Over at Phoenicia today, I was delighted to announce the forthcoming publication of Night Willow, a collection of prose poems by Luisa A. Igloria. Readers of The Cassandra Pages may be familiar with Luisa's work through her daily writing project, poems that are published and archived at Dave Bonta's Via Negativa.
I still remember reading, with that sense of excitement and surprise editors always look for, the first poem Luisa sent to an issue of qarrtsiluni that Dave and I were co-editing. We were pretty blown away by that poem, and by many subsequent ones too. That was the beginning of a long association which has continued on FB, where I see Luisa's regular posts. I've hoped to publish one of her books for a long time, and am proud that we've signed an agreement for Night Willow.
In addition to being a very hard-working and prolific poet, a teacher, wife, mother, and daughter, Luisa is a collaborator with other artists: her poems at Via Negativa are usually inspired by one of Dave's posts at The Morning Porch. Maybe it was fated that we'd work together on this book, because the title poem was inspired by a painting of mine, and a post I wrote here. Now I'm excited about making a beautiful book for her poems to inhabit.
That painting was dreamlike, and these prose poems of Luisa's are too. Like much of her work, Night Willow
employs memory and associations as well as the ingredients of the
everyday, but goes beyond the narrative and the purely lyrical to create
a dream-like atmosphere that contains beauty and bewilderment, along with many other emotions.
In writing Night Willow, Igloria
said she wanted to stretch both herself and her craft, asking her prose
to do "the same hard muscle work I expect in every poem that I write."
"It
was an experience that felt almost like trying my hand at musical
composition," she said. "I wanted to create mood, tone, networks of
memory and echo so that the poems could speak to each other across and
within the collection - but at the same time achieve a level of
language that is also precise and thoughtful."
Before beginning to work with Luisa on this project, I didn't realize that she was the first Filipina woman of letters installed in the Palanca Literary Hall of Fame in the Philippines, and is an eleven-time winner of that country's highest literary award, the Don Carlos Palanca Memorial Awards for Literature (in poetry, non-fiction, and short fiction) as well as having a very long list of American poetry awards to her credit.
Like many other immigrant artists and writers, she is sometimes put into an ethnic classification: Carlos Angeles wrote, "“[Her] poetry inhabits the heart first, then the mind, and the soul…her
work contains some of the most extraordinary and most polished poetry
written by a Filipino poet in English today.” I absolutely agree, but think there's no reason to limit Igloria's strength by comparing her to one country's
poetic output; it's extraordinary and polished poetry by any standard.
Thank you for this introduction; "What We Ate After Passing the Cape of Eleven Thousand Virgins" gave me shivers.
Posted by: Duchesse | November 11, 2013 at 05:46 PM
Yes, "that poem" is gorgeous.
Posted by: mike | November 11, 2013 at 08:12 PM
When 'that poem' arrived in the great tsunami of submissions for that edition Katherine and I just couldn't get over it, it was quite epiphanic! I am still astonished by the sheer volume and consistent quality of her writing, an embarrassment of riches really. Good luck with the publication, look forward to getting it.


### Directions for this task
Below are some entries; can you quote all of them exactly?

Saved data entries

--------------------------------------------------

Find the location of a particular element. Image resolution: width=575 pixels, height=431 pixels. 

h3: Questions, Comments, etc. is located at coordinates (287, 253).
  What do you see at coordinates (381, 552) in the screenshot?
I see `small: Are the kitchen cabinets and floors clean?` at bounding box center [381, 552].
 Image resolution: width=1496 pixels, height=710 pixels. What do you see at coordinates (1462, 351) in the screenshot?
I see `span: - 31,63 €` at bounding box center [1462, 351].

--------------------------------------------------

### Exercise output
Find the location of a particular element. Image resolution: width=575 pixels, height=431 pixels. 

h3: Questions, Comments, etc. is located at coordinates (287, 253).
  What do you see at coordinates (381, 552) in the screenshot?
I see `small: Are the kitchen cabinets and floors clean?` at bounding box center [381, 552].
 Image resolution: width=1496 pixels, height=710 pixels. What do you see at coordinates (1462, 351) in the screenshot?
I see `span: - 31,63 €` at bounding box center [1462, 351].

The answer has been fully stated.